Cautioned not to step anywhere that looked as if the ground had been disturbed, Maurice Finch led Carmine across the area where his glasshouses stood, then in between the big, heated sheds that held Catherine’s chickens. Finally, a good third of a mile beyond the house, Finch stopped and pointed.
“See that little road? It comes up from a gate on Route 133 and ends at the foot of the orchard. We put it in with a blade on the front of our truck because of the brook – when the brook floods, it cuts our house off from access to Route 133. If the Monster knew it existed, he could use it to drive in and we’d never hear him.”
“Thank you for that, Dr. Finch. Go back to your wife.”
Finch did as he was told without protest, while Carmine went to find Abe and Corey, explain whereabouts they should look for signs of the Ghost. He is a ghost, ghosted in and ghosted out again, but he’s a very knowledgeable ghost, the Ghost. Maurice Finch has crisscrossed his property with homemade tracks, but the Ghost is aware of every one of them. And you asked a good question, Dr. Finch: “Why me?” Why, indeed?

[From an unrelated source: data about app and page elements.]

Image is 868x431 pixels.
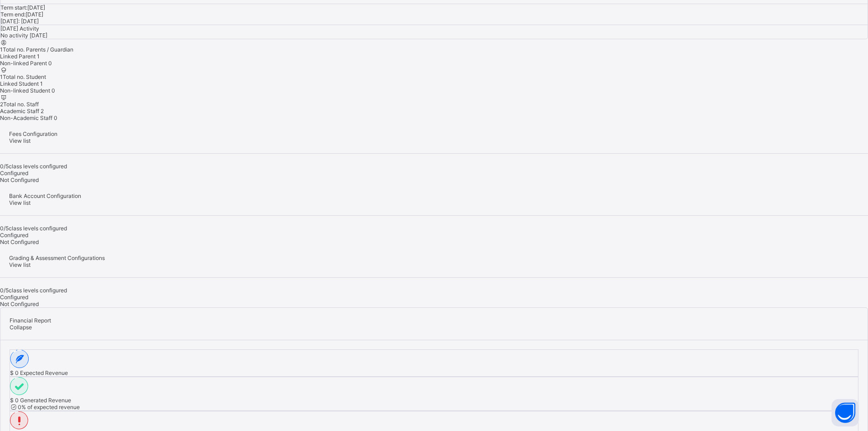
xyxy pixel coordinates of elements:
span: 2 [39,108,44,115]
span: 0 [47,59,52,67]
span: [DATE] Activity [1,25,39,32]
span: 0 [53,115,58,121]
span: 1 [39,81,43,87]
span: Collapse [9,324,32,331]
span: View list [9,199,30,206]
button: Open asap [831,399,859,427]
span: [DATE]: [DATE] [1,18,39,25]
span: Expected Revenue [20,370,68,377]
span: View list [9,261,30,268]
span: Term start: [DATE] [1,4,45,11]
span: Total no. Student [2,74,46,81]
img: expected-2.4343d3e9d0c965b919479240f3db56ac.svg [10,350,29,368]
span: View list [9,137,30,144]
img: outstanding-1.146d663e52f09953f639664a84e30106.svg [10,411,28,430]
span: $ 0 [10,397,19,404]
span: Bank Account Configuration [9,193,81,199]
span: Financial Report [9,317,51,324]
span: Term end: [DATE] [1,11,43,18]
span: Total no. Staff [3,101,39,108]
img: paid-1.3eb1404cbcb1d3b736510a26bbfa3ccb.svg [10,377,28,395]
span: Grading & Assessment Configurations [9,255,105,261]
span: 0 [50,87,55,94]
span: 0 % of expected revenue [10,404,80,411]
span: $ 0 [10,370,19,377]
span: No activity [DATE] [1,32,48,39]
span: Fees Configuration [9,131,58,137]
span: 1 [35,53,40,59]
span: Total no. Parents / Guardian [2,46,74,53]
span: Generated Revenue [20,397,71,404]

Carmine made sure he was back at the County Services building before Patrick brought Margaretta’s body in; this was one autopsy he wanted to see from start to finish.
“She was put on top of a snowbank frozen to solid ice, but I suspect that she was already frozen when he dumped her there,” said Patrick as he and Paul tenderly lifted the long frame out of its bag. “The ground everywhere is frozen, nothing smaller than a backhoe could have broken it to bury her, but this time he wasn’t concerned about hiding her, even for a short while. He dumped her in the open in a sparkling dress.”
The three men stood looking at Margaretta, and at that very peculiar dress.
“I didn’t see Sophia enough during the years when she wore party dresses,” Carmine said, “but with all those girls, Patsy, you must have seen dozens of party dresses. This isn’t a young woman’s dress, is it? It’s a child’s party dress she’s been wedged into.”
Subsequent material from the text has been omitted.